**ABOUT THIS EXERCISE:**
Transcribe only the lines between the first line of the records and the line containing "What do you see at coordinates (198, 402)", inclusive, exactly as written.

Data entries
# # # # # # #

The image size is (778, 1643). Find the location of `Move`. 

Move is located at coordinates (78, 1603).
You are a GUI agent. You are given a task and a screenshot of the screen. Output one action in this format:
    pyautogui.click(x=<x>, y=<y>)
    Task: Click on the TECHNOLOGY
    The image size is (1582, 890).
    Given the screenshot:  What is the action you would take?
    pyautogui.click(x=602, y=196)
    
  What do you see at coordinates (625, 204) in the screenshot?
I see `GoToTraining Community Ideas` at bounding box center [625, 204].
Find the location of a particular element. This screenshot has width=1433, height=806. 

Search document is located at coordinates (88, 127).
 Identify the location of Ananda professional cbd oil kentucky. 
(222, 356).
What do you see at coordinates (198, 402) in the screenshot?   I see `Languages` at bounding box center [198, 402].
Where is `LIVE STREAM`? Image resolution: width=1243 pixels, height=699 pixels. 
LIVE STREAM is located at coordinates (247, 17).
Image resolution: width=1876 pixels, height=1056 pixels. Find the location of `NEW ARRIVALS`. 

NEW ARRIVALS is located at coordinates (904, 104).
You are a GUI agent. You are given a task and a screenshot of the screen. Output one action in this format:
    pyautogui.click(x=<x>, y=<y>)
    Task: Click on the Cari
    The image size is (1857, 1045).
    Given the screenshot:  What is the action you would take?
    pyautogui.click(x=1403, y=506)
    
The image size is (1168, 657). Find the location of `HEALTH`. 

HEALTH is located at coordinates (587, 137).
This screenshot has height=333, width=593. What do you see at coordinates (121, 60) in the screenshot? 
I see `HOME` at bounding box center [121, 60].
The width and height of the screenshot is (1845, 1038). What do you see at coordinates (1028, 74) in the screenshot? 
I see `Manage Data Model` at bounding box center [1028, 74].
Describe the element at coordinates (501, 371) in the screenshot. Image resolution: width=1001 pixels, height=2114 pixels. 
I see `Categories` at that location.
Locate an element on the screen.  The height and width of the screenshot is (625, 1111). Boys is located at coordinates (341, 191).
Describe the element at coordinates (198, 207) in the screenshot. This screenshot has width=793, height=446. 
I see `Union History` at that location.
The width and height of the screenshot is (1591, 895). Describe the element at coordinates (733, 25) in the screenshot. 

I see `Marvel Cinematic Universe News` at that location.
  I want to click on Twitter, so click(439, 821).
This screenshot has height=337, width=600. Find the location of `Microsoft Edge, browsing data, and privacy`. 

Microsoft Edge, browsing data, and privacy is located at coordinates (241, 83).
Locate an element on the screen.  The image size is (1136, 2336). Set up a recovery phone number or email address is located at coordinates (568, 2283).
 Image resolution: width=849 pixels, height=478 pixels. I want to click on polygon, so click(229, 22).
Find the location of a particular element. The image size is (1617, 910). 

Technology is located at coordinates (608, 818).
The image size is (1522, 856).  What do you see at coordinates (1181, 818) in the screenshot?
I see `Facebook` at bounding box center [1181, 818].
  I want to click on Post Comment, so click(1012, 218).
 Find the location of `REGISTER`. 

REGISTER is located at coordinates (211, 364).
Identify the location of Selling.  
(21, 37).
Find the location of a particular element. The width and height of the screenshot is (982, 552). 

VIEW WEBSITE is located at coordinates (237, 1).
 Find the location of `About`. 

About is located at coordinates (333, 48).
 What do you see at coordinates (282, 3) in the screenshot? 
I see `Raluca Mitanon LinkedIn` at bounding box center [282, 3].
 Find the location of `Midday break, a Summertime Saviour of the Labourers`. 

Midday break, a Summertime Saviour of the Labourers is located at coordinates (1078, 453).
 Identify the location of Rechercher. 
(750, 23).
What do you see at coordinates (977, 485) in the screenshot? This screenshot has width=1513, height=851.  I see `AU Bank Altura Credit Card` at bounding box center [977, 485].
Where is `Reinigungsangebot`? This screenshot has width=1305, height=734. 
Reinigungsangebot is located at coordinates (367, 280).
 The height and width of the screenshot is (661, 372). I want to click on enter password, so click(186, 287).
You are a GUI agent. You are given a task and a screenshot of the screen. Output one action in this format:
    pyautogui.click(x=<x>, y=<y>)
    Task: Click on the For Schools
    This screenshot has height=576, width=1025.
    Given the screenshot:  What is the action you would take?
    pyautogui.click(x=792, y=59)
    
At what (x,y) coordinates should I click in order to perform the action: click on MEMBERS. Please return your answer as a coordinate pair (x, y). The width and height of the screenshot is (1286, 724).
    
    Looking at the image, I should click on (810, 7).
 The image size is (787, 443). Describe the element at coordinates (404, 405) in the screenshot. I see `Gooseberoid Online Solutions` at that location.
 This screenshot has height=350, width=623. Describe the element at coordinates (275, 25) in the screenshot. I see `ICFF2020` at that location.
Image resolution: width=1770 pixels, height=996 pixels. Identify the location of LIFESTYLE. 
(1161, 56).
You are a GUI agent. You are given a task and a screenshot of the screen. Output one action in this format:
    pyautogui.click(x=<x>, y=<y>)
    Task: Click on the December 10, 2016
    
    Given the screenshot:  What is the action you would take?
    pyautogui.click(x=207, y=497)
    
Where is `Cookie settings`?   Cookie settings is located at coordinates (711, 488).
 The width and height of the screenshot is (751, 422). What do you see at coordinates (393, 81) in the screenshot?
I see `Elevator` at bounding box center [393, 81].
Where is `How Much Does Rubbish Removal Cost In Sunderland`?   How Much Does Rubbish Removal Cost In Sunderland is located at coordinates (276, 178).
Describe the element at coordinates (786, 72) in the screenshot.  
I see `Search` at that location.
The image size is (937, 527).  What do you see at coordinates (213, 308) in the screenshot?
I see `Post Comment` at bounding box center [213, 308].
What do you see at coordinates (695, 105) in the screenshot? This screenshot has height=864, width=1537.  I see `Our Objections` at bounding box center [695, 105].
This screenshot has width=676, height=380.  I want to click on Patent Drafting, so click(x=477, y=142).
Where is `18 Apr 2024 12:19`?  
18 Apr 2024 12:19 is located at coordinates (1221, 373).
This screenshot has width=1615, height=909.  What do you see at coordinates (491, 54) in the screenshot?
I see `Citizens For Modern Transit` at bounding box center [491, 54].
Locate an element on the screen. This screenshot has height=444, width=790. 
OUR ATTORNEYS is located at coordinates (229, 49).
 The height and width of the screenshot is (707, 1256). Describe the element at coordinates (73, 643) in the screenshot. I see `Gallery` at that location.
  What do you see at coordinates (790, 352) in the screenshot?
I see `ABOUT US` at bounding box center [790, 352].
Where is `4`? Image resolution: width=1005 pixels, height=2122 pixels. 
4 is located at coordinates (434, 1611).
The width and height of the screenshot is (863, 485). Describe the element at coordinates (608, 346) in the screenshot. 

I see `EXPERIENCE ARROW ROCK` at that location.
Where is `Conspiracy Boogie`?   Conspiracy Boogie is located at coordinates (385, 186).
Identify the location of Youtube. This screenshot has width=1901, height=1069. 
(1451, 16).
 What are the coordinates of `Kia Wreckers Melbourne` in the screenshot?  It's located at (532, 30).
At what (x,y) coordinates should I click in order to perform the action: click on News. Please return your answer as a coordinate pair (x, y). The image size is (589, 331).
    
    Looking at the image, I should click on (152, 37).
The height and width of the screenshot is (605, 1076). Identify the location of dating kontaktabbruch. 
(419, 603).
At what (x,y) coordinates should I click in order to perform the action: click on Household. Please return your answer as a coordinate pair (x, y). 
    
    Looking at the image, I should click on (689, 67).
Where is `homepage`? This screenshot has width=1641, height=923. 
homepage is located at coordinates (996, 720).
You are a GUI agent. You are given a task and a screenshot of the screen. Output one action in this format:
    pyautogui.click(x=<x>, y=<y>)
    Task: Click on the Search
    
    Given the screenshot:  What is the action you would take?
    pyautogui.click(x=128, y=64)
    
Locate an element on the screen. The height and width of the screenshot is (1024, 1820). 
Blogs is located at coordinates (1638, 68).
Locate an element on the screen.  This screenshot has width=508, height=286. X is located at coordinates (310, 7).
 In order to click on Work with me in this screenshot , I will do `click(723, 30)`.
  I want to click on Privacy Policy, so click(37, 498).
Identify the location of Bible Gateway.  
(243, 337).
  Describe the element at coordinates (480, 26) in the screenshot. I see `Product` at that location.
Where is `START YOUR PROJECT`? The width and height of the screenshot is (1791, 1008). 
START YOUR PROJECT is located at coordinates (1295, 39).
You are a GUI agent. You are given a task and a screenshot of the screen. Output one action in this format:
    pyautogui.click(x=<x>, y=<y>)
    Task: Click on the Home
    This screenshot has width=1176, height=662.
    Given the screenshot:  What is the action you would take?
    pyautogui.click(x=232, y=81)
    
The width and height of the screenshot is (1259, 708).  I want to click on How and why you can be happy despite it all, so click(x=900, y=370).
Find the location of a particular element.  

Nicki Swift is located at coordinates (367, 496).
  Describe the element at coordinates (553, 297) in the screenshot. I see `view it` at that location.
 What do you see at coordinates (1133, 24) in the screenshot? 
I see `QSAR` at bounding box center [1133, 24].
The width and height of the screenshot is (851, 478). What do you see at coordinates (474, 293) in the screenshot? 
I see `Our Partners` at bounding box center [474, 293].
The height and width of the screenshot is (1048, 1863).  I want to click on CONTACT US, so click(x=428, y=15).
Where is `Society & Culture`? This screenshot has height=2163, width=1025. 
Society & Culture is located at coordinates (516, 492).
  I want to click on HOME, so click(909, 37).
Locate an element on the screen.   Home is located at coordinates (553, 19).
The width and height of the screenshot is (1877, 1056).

# # # # # # #

**THE ANSWER:**
The image size is (778, 1643). Find the location of `Move`. 

Move is located at coordinates (78, 1603).
You are a GUI agent. You are given a task and a screenshot of the screen. Output one action in this format:
    pyautogui.click(x=<x>, y=<y>)
    Task: Click on the TECHNOLOGY
    The image size is (1582, 890).
    Given the screenshot:  What is the action you would take?
    pyautogui.click(x=602, y=196)
    
  What do you see at coordinates (625, 204) in the screenshot?
I see `GoToTraining Community Ideas` at bounding box center [625, 204].
Find the location of a particular element. This screenshot has width=1433, height=806. 

Search document is located at coordinates (88, 127).
 Identify the location of Ananda professional cbd oil kentucky. 
(222, 356).
What do you see at coordinates (198, 402) in the screenshot?   I see `Languages` at bounding box center [198, 402].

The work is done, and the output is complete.